But for all I have given thee, beauty enough is thine, 
As thou, aslant with trim tackle and shrouding, 
From the proud nostril curve of a prow's line 
In the offing scatterest foam, thy white sails crowding....Read more of this...



by Seeger, Alan
...ea where all is soft and fair. 
Those robes that make a silken sheath 
For each lithe attitude that flows beneath, 
Shrouding in scented folds sweet warmths and tumid flowers, 
Call them far clouds that half emerge 
Beyond a sunset ocean's utmost verge, 
Hiding in purple shade and downpour of soft showers 
Enchanted isles by mortal foot untrod, 
And there in humid dells resplendent orchids nod; 
There always from serene horizons blow 
Soul-easing gales and there all spice...Read more of this...

by Hugo, Victor
...tana's lay, 
 A voice for very sweets that scarce can win its way. 
 
 Him, whether Paestum's solemn fane detain, 
 Shrouding his soul with meditation's power; 
 Or at Pozzuoli, to the sprightly strain 
 Of tarantella danced 'neath Tuscan tower, 
 Listening, he while away the evening hour; 
 Or wake the echoes, mournful, lone and deep, 
 Of that sad city, in its dreaming bower 
 By the volcano seized, where mansions keep 
 The likeness which they wore at that last ...Read more of this...

by Laurence Dunbar, Paul
...noblest of Italia's sons, thy bark[Pg 48]
Went not alone into that shrouding night!
O dauntless darer of the rayless dark,
The world sailed with thee to eternal light!
The deer-haunts that with game were crowded then
To-day are tilled and cultivated lands;
The schoolhouse tow'rs where Bruin had his den,
And where the wigwam stood the chapel stands;
The place that nurtured men of savage mien
Now teems with men of Nat...Read more of this...

by Hugo, Victor
...very shame 
 To see such cravens with such noble name. 
 But let us finish—what has just passed here 
 Demands thick shrouding, and the time is near. 
 Th' accursed dice that rolled at Calvary 
 You rolled a woman's murder to decree 
 It was a dark disastrous game to play; 
 But not for me a moral to essay. 
 This moment to the misty grave is due, 
 And far too vile and little human you 
 To see your evil ways.
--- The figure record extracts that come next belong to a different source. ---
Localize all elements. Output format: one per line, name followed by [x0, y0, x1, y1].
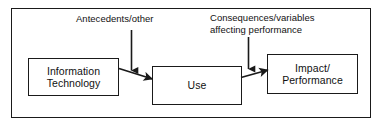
node-impact-performance-line-2: Performance	[282, 74, 343, 87]
node-impact-performance: Impact/ Performance	[267, 54, 358, 94]
node-use-line-1: Use	[188, 79, 207, 92]
diagram-canvas: Antecedents/other Consequences/variables…	[0, 0, 385, 130]
annotation-consequences-line-1: Consequences/variables	[210, 12, 314, 24]
node-information-technology: Information Technology	[28, 58, 119, 96]
annotation-consequences: Consequences/variables affecting perform…	[210, 12, 314, 35]
node-information-technology-line-2: Technology	[47, 77, 101, 90]
annotation-consequences-line-2: affecting performance	[210, 24, 314, 36]
node-impact-performance-line-1: Impact/	[295, 62, 330, 75]
annotation-antecedents-line-1: Antecedents/other	[76, 13, 153, 25]
node-use: Use	[152, 66, 242, 105]
node-information-technology-line-1: Information	[47, 65, 100, 78]
annotation-antecedents: Antecedents/other	[76, 13, 153, 25]
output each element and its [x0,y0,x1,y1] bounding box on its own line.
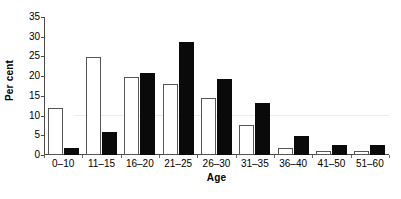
x-axis-title: Age [44,172,389,183]
x-tick-label: 41–50 [318,158,346,170]
x-tick-label: 21–25 [164,158,192,170]
y-tick-label: 20 [29,71,40,81]
y-tick-mark [41,56,44,57]
x-tick-label: 0–10 [52,158,74,170]
bar-black-bars-16–20 [140,73,155,155]
bar-black-bars-41–50 [332,145,347,155]
y-tick-label: 10 [29,111,40,121]
y-tick-mark [41,96,44,97]
y-tick-label: 35 [29,12,40,22]
bar-white-bars-26–30 [201,98,216,155]
x-tick-mark [389,155,390,158]
bar-white-bars-16–20 [124,77,139,155]
y-tick-mark [41,135,44,136]
bar-black-bars-0–10 [64,148,79,155]
x-tick-label: 36–40 [279,158,307,170]
x-tick-label: 51–60 [356,158,384,170]
bar-white-bars-11–15 [86,57,101,155]
bar-white-bars-51–60 [354,151,369,155]
bar-white-bars-41–50 [316,151,331,155]
bar-white-bars-0–10 [48,108,63,155]
y-axis-title: Per cent [2,0,18,160]
x-axis-tick-labels: 0–1011–1516–2021–2526–3031–3536–4041–505… [44,158,389,172]
y-tick-label: 25 [29,51,40,61]
bar-black-bars-21–25 [179,42,194,155]
plot-area [44,17,389,155]
bar-black-bars-11–15 [102,132,117,155]
bar-chart: Per cent 05101520253035 0–1011–1516–2021… [0,0,401,199]
bar-black-bars-36–40 [294,136,309,155]
y-axis-title-text: Per cent [5,59,16,100]
bar-black-bars-26–30 [217,79,232,155]
x-tick-label: 16–20 [126,158,154,170]
bar-black-bars-31–35 [255,103,270,155]
y-axis-line [44,17,45,155]
bar-black-bars-51–60 [370,145,385,155]
bar-white-bars-36–40 [278,148,293,155]
y-tick-label: 0 [34,150,40,160]
y-tick-label: 30 [29,32,40,42]
y-tick-label: 15 [29,91,40,101]
bar-white-bars-21–25 [163,84,178,155]
y-tick-label: 5 [34,130,40,140]
y-tick-mark [41,37,44,38]
y-tick-mark [41,76,44,77]
bar-white-bars-31–35 [239,125,254,155]
y-tick-mark [41,116,44,117]
y-axis-tick-labels: 05101520253035 [18,11,40,155]
x-tick-label: 26–30 [203,158,231,170]
y-tick-mark [41,17,44,18]
x-tick-label: 31–35 [241,158,269,170]
x-tick-label: 11–15 [88,158,115,170]
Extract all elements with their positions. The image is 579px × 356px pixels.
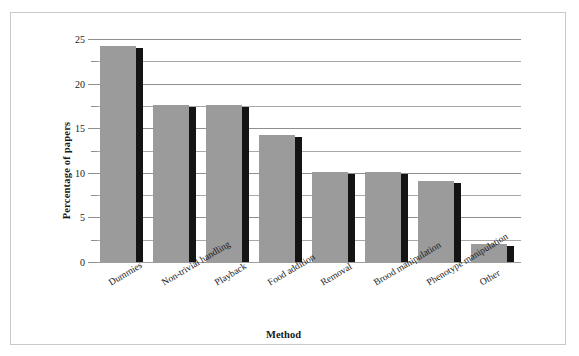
bar-shadow (401, 174, 408, 262)
y-axis-tick (88, 39, 97, 40)
y-axis-tick (88, 84, 97, 85)
bar-shadow (454, 183, 461, 262)
bar-shadow (507, 246, 514, 262)
x-axis-tick-label: Playback (213, 261, 248, 288)
y-axis-tick-label: 10 (75, 167, 85, 178)
bar-body (153, 105, 189, 262)
figure-frame: 0510152025 Percentage of papers Method D… (10, 12, 566, 345)
plot-area: 0510152025 (97, 39, 521, 262)
bar (206, 39, 252, 262)
bar (365, 39, 411, 262)
y-axis-tick (88, 173, 97, 174)
y-axis-tick (88, 217, 97, 218)
bar-body (312, 172, 348, 262)
bar-series (97, 39, 521, 262)
bar-shadow (136, 48, 143, 262)
bar-body (259, 135, 295, 262)
bar-shadow (242, 107, 249, 262)
bar-shadow (348, 174, 355, 262)
bar-body (100, 46, 136, 262)
bar (259, 39, 305, 262)
bar (418, 39, 464, 262)
bar (471, 39, 517, 262)
y-axis-tick-label: 0 (80, 257, 85, 268)
bar (312, 39, 358, 262)
bar-body (365, 172, 401, 262)
y-axis-tick-label: 20 (75, 78, 85, 89)
y-axis-tick-label: 25 (75, 34, 85, 45)
bar-shadow (295, 137, 302, 262)
y-axis-tick (88, 262, 97, 263)
bar (153, 39, 199, 262)
bar (100, 39, 146, 262)
bar-body (206, 105, 242, 262)
y-axis-tick-label: 5 (80, 212, 85, 223)
y-axis-label-text: Percentage of papers (62, 121, 73, 219)
bar-shadow (189, 107, 196, 262)
x-axis-tick-label: Other (478, 268, 502, 288)
y-axis-tick (88, 128, 97, 129)
x-axis-tick-label: Dummies (107, 260, 144, 288)
y-axis-tick-label: 15 (75, 123, 85, 134)
x-axis-tick-label: Removal (319, 261, 354, 287)
y-axis-label: Percentage of papers (59, 85, 75, 255)
x-axis-label: Method (266, 329, 301, 340)
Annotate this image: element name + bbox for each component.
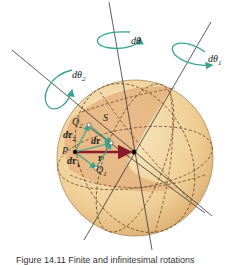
label-dtheta1: dθ1	[208, 54, 221, 67]
figure-caption: Figure 14.11 Finite and infinitesimal ro…	[16, 255, 194, 265]
label-dr: ddrr	[91, 136, 100, 146]
label-dtheta2: dθ2	[72, 70, 85, 83]
label-r: r	[98, 153, 102, 163]
label-dr1: dr1	[67, 156, 80, 169]
label-S: S	[103, 113, 108, 123]
label-dr2: dr2	[63, 130, 76, 143]
rotation-arrow-dtheta2	[45, 70, 72, 109]
label-Q1: Q1	[96, 165, 107, 178]
label-Q2: Q2	[72, 117, 83, 130]
label-dtheta: dθ	[131, 36, 141, 46]
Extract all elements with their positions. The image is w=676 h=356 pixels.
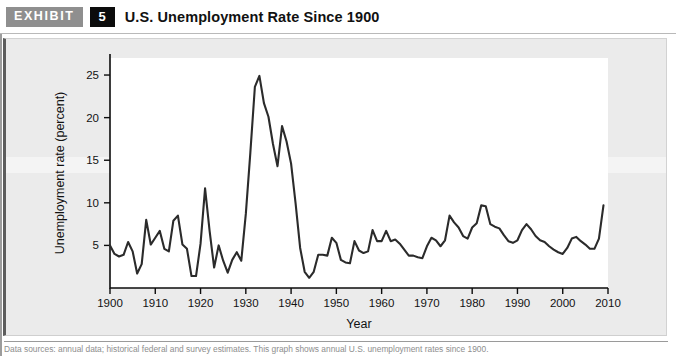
exhibit-figure-page: EXHIBIT 5 U.S. Unemployment Rate Since 1… — [0, 0, 676, 356]
figure-panel — [3, 38, 667, 336]
exhibit-badge: EXHIBIT — [6, 7, 83, 27]
page-left-spine — [0, 0, 2, 356]
page-title: U.S. Unemployment Rate Since 1900 — [125, 9, 380, 25]
exhibit-number-badge: 5 — [90, 7, 115, 27]
header-divider — [0, 33, 676, 34]
caption-divider — [4, 341, 668, 342]
figure-caption: Data sources: annual data; historical fe… — [4, 344, 672, 354]
exhibit-header: EXHIBIT 5 U.S. Unemployment Rate Since 1… — [0, 0, 676, 34]
panel-glare — [6, 157, 666, 173]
Your fingers lack 
 The human power your shocking deed...Read more of this...



by Thomas, Dylan
...in the cavernous skull,
Vessel of abscesses and exultation's shell,
Endure burial under the spelling wall,
The invoked, shrouding veil at the cap of the face,
Who should be furious,
Drunk as a vineyard snail, flailed like an octopus,
Roaring, crawling, quarrel
With the outside weathers,
The natural circle of the discovered skies
Draw down to its weird eyes?

How shall it magnetize,
Towards the studded male in a bent, midnight blaze
That melts the lionhead's heel and horseshoe...Read more of this...

by Petrarch, Francesco
...wove in Nature's loom,From thy bright skies compassionate the gloomShrouding my life that once of joy could taste!Each false suggestion of thy heart has ceased,That whilom bade thee stem disdain assume;[Pg 264]Now, all secure, heaven's habitant become,List to my ...Read more of this...

by Warton, Thomas
...in,
Far in obscured haunt of Lapland moors,
With rhymes uncouth the bloody caldron bless;
Though Murder wan beneath thy shrouding shade
Summons her slow-eyed votaries to devise
Of secret slaughter, while by one blue lamp
In hideous conference sits the listening band,
And start at each low wind, or wakeful sound;
What though thy stay the pilgrim curseth oft,
As all-benighted in Arabian wastes
He hears the wilderness around him howl
With roaming monsters, while on his hoar head...Read more of this...

by Petrarch, Francesco
...>She to the last held on her-wonted way.Pale, was she? no, but white as shrouding snows,That, when the winds are lull'd, fall silently,[Pg 377]She seem'd as one o'erwearied to repose.E'en as in balmy slumbers lapt to lie(The spirit parted from the form below),Read more of this...

by Levy, Amy
...lank and grey,
The shadow of a kindred woe appears.
Death is the second terror; who shall say
What form beneath the shrouding mantle nears?

Which way she turn, my soul finds no relief,
My smitten soul may not be comforted;
Alternately she swings from grief to grief,
And, poised between them, sways from dread to dread.